Beginning in 2009 in Vancouver, a small team of lawyers from the federal and provincial governments, along with a handful of allied public-interest groups, set out to prove the experts wrong and to show that there were devastating harms that inevitably flowed from polygamys cruel arithmetic: harms to women and children, to society at large, and even to the very foundation of democracy itself. The case against polygamy would proceed for almost two years, and was laid out through forty-four days of trial and more than 100 witnesses. The evidence ranged from the testimony of pre-eminent academics to stark and disturbing confessions of polygamists testifying under the shield of anonymity. The eventual 357-page decision of the Chief Justice of the Supreme Court of British Columbia, based on (in his words) the most comprehensive judicial record on the subject ever produced, defied all expectations and set the world of constitutional law back on its heels.

This is a remarkable insiders story of a unique piece of litigation: the first trial-court constitutional reference in Canadian history.
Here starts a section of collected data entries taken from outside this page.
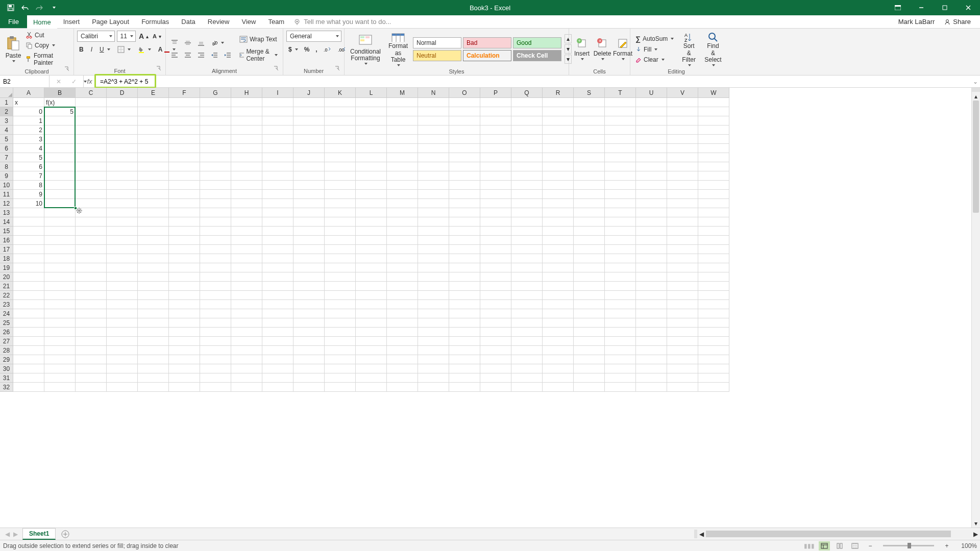 This screenshot has width=980, height=551. Describe the element at coordinates (153, 360) in the screenshot. I see `cell-E29` at that location.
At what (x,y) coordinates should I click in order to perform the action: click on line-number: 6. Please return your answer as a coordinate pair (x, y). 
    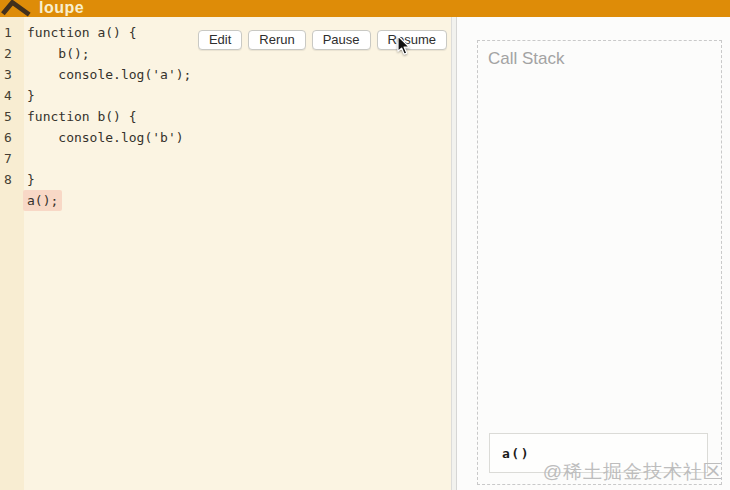
    Looking at the image, I should click on (14, 138).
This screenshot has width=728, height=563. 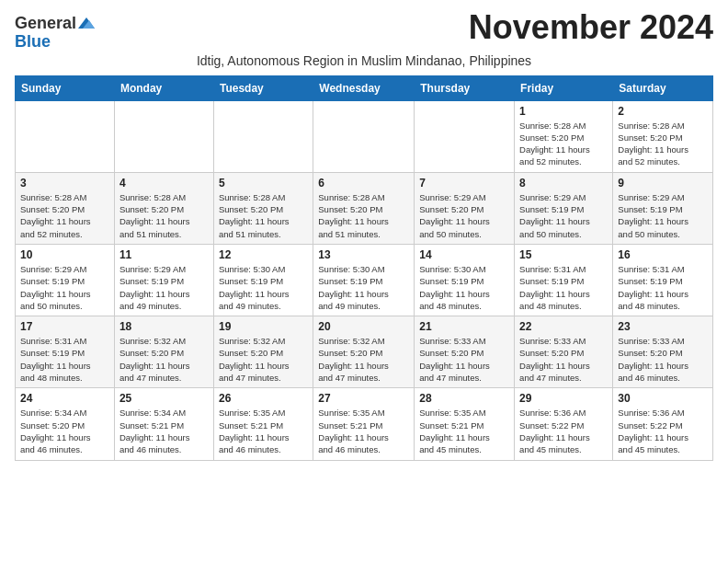 What do you see at coordinates (663, 255) in the screenshot?
I see `day-number: 16` at bounding box center [663, 255].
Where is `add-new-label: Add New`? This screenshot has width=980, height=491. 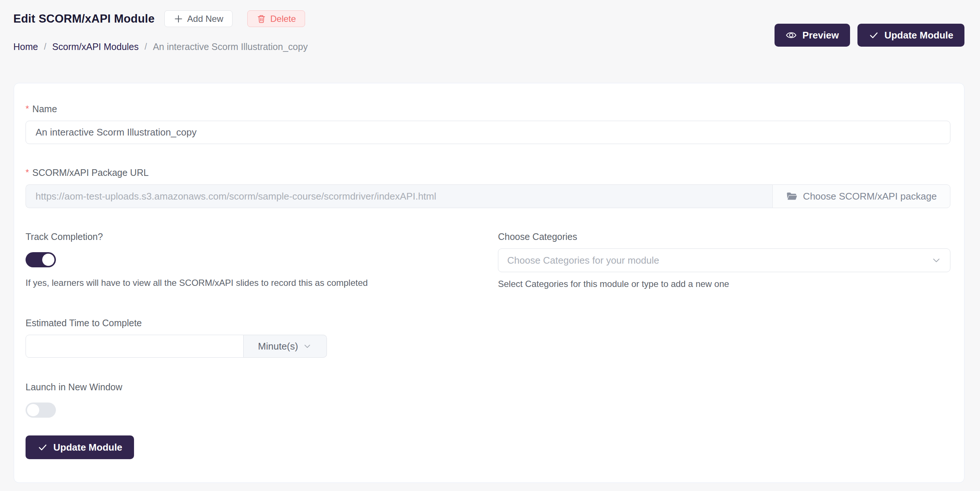 add-new-label: Add New is located at coordinates (205, 19).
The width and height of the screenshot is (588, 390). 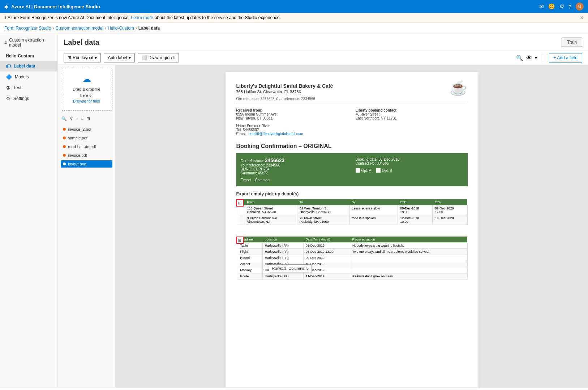 I want to click on name-line: Name Summer River, so click(x=292, y=126).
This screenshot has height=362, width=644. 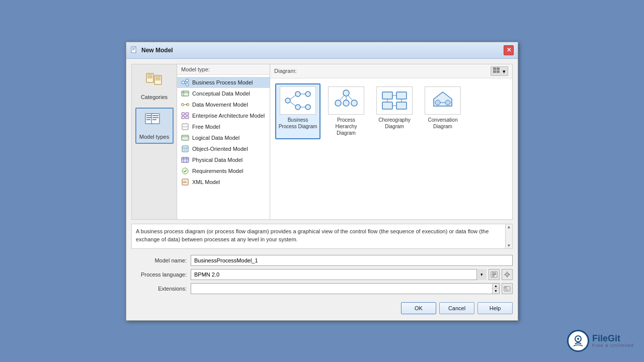 What do you see at coordinates (223, 149) in the screenshot?
I see `model-type-oom: Object-Oriented Model` at bounding box center [223, 149].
Craig Jones, lead counsel for the Attorney General of British Columbia, describes the argument he and his colleagues developed against polygamy, drawing from fields as diverse as anthropology, history, economics, and evolutionary psychology. Yet it was ultimately the testimony of real people that showed how the theoretical harms of polygamys cruel arithmetic played out upon its victims.

A Cruel Arithmetic describes how the authors own views evolved from scepticism to a committed belief in the campaign against polygamy. This book is also an invitation to Canadians across political, philosophical, and religious spectrums to exercise their curiousity, approach the issue with an open mind, and follow along as the evidence converges to its powerful and surprising conclusion.